Missing a skill? Suggest one on GitHub

Built-in quality gate

The PM Slop Test.

Every skill runs this before delivering. If you showed this output to engineering and they came back with a bunch of clarifying questions in the first hour, it's slop.

Audience specified

Not "users." Which users, in what context, with what constraints?

Problem stated

Not "better experience." What's broken, for whom, and what's the evidence?

Success measurable

Not "positive feedback." What metric, what target, measured how?

Edge cases covered

Not just the happy path. What happens when it fails, when data's empty, when users race?

Scope bounded

Not infinite. At least three things explicitly NOT in scope.

Trade-offs explicit

Not "obviously correct." What are you giving up? What's the cost of this choice?

Concise enough to read

Could this be half as long? If a section exists only to sound thorough, cut it.

Get started

Up and running in three minutes.

Step 1

Install

Add the marketplace and install the plugin. Two commands, no dependencies, no config.

Step 2

Teach

Run /pm:teach-pm once. It explores your codebase, asks about your product, and writes the context that makes everything work.

Step 3

Work

Use /pm:brief, /pm:spec, /pm:decide, or any skill. They inherit your product context. No copy-pasting. No prompt engineering.

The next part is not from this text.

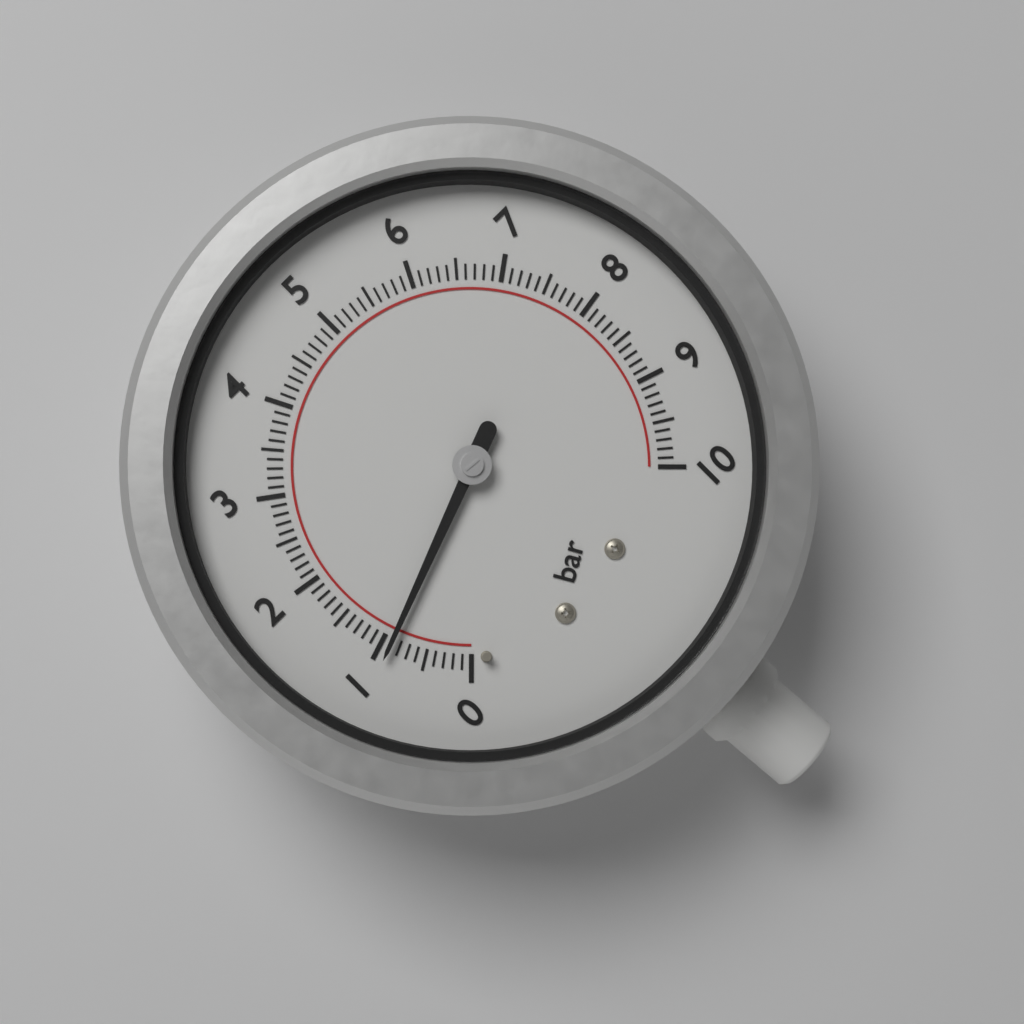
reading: 0.9 bar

# Add the marketplace and install the plugin /plugin marketplace add smonggliddery/pm-skills /plugin install pm@pm-skills # Run once to set up product context /pm:teach-pm # Then use any skill /pm:brief "User can filter dashboard by date range" /pm:review path/to/spec.md /pm:decide "Should we build SSO or focus on onboarding?"
Ready?

Stop shipping vague specs.

Free and open source. Install it, run /pm:teach-pm, and try /pm:brief on something you're working on.